When you reach the line containing "Describe the element at coordinates (594, 409)" in the entries below, start writing out each line exactly, and stop after the line containing "Image resolution: width=1270".

[Saved data entries]
• • • • •
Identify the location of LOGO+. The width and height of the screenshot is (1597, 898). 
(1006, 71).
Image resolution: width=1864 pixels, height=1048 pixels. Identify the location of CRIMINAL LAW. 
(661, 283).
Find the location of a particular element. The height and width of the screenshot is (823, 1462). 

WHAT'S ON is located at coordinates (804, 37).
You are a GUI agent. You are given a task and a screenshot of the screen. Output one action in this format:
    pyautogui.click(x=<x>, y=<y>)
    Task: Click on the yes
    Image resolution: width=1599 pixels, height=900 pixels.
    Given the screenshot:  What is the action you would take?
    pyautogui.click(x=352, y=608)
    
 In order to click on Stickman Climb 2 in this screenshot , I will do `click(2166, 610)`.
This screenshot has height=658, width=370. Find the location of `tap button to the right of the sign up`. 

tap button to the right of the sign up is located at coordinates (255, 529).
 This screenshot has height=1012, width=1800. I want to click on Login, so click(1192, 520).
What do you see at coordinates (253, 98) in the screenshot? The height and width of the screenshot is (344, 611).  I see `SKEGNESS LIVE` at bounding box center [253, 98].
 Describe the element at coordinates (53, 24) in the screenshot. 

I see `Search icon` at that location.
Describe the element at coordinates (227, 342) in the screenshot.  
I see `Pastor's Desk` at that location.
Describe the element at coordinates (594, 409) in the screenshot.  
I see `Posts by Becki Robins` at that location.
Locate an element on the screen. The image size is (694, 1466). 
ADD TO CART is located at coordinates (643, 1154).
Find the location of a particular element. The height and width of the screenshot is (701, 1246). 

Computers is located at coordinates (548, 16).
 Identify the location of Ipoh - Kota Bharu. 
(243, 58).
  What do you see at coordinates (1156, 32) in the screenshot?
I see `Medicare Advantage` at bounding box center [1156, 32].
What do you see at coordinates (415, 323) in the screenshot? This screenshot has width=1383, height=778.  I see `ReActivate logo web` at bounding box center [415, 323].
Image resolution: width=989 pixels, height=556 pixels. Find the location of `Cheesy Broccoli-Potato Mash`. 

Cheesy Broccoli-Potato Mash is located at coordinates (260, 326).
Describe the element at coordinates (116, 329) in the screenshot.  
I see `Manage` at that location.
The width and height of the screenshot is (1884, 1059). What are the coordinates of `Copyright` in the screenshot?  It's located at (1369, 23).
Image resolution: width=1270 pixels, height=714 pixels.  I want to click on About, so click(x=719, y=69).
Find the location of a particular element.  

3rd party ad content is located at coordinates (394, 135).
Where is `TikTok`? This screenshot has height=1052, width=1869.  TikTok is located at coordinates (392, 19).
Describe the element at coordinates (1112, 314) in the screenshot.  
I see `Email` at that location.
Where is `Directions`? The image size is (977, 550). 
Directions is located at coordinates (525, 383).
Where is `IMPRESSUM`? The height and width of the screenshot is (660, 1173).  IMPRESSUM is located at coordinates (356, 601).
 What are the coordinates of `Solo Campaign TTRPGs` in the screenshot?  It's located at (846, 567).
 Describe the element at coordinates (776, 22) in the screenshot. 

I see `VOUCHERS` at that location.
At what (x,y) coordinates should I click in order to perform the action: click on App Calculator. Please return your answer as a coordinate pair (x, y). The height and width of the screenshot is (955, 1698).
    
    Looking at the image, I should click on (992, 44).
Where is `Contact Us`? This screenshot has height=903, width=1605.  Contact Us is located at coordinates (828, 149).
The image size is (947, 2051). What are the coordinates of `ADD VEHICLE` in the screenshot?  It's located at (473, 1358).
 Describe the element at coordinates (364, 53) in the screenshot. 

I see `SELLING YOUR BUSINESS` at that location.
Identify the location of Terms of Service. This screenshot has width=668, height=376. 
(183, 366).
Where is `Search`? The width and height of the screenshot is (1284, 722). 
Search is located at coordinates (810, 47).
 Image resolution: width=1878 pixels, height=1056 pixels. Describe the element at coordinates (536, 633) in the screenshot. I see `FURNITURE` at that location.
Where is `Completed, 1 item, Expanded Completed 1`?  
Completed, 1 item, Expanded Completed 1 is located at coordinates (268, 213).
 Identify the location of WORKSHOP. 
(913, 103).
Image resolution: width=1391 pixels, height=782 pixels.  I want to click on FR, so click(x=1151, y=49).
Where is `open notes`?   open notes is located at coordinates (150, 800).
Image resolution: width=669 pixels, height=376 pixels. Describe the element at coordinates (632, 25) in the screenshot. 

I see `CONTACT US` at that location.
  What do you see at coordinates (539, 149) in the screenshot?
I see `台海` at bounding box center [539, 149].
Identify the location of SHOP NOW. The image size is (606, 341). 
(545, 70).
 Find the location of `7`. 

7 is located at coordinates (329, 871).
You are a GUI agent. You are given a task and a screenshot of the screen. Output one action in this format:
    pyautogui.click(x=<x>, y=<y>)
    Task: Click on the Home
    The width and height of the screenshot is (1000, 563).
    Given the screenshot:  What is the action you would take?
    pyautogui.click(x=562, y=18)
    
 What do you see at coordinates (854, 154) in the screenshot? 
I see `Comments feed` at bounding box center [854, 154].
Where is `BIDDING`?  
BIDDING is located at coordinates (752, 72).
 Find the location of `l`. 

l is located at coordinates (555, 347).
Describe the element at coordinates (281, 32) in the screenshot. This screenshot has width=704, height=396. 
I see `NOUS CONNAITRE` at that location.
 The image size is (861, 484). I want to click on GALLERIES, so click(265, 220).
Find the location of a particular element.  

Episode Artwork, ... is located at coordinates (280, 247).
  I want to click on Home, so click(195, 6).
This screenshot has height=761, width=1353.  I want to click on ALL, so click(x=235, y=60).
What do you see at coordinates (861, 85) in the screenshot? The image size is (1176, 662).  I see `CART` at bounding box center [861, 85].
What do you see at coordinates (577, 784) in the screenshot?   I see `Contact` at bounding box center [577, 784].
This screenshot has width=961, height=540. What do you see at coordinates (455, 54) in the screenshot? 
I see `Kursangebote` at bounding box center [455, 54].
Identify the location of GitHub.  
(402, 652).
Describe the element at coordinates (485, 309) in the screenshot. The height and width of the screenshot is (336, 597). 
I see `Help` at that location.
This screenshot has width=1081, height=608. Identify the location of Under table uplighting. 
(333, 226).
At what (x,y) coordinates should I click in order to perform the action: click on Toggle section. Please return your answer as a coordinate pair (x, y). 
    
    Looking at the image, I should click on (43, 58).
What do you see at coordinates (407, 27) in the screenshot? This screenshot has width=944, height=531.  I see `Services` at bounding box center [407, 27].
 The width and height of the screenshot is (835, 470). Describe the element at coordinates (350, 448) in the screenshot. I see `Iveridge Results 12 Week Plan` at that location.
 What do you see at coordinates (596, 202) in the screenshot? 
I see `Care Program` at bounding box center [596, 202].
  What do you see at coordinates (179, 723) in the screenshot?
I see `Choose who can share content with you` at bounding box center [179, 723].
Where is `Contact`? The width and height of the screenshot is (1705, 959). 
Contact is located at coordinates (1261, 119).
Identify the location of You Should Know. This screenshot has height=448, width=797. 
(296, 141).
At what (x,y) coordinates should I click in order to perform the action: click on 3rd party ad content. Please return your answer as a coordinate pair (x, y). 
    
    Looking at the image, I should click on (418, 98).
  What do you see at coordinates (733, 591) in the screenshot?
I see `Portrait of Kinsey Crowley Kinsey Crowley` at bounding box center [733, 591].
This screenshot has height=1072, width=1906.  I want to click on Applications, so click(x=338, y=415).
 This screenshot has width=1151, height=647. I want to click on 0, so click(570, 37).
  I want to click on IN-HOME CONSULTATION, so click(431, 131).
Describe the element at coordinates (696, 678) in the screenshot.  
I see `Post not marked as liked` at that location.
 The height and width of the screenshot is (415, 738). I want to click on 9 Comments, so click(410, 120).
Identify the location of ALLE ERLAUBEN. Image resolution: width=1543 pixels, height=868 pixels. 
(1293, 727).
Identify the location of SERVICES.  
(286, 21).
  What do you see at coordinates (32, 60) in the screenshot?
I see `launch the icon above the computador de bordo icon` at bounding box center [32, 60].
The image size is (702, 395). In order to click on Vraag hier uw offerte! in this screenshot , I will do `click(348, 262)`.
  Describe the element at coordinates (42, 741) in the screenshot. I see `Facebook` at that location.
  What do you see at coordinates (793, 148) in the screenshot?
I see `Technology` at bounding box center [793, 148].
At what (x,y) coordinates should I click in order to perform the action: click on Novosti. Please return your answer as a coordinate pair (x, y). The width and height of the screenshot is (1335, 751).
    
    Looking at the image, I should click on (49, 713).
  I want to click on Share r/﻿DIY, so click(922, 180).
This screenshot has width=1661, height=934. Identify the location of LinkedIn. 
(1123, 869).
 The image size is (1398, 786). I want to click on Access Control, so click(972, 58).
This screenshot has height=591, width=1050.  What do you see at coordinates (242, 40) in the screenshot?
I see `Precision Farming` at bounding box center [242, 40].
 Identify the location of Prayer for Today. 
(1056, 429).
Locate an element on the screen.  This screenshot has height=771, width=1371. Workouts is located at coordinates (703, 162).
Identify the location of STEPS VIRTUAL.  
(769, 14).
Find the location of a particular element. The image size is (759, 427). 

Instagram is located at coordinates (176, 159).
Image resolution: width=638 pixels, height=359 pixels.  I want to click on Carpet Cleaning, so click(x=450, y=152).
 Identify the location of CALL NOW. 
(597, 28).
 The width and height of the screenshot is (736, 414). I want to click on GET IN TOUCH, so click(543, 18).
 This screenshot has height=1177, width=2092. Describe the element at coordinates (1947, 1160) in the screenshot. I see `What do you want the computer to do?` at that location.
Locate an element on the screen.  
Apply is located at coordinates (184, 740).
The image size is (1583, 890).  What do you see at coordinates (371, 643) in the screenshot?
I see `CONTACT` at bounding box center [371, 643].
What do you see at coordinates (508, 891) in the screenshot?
• • • • •
— Finished task —
Describe the element at coordinates (594, 409) in the screenshot.  
I see `Posts by Becki Robins` at that location.
Locate an element on the screen. The image size is (694, 1466). 
ADD TO CART is located at coordinates (643, 1154).
Find the location of a particular element. The height and width of the screenshot is (701, 1246). 

Computers is located at coordinates (548, 16).
 Identify the location of Ipoh - Kota Bharu. 
(243, 58).
  What do you see at coordinates (1156, 32) in the screenshot?
I see `Medicare Advantage` at bounding box center [1156, 32].
What do you see at coordinates (415, 323) in the screenshot? This screenshot has width=1383, height=778.  I see `ReActivate logo web` at bounding box center [415, 323].
Image resolution: width=989 pixels, height=556 pixels. Find the location of `Cheesy Broccoli-Potato Mash`. 

Cheesy Broccoli-Potato Mash is located at coordinates (260, 326).
Describe the element at coordinates (116, 329) in the screenshot.  
I see `Manage` at that location.
The width and height of the screenshot is (1884, 1059). What are the coordinates of `Copyright` in the screenshot?  It's located at (1369, 23).
Image resolution: width=1270 pixels, height=714 pixels.  I want to click on About, so click(x=719, y=69).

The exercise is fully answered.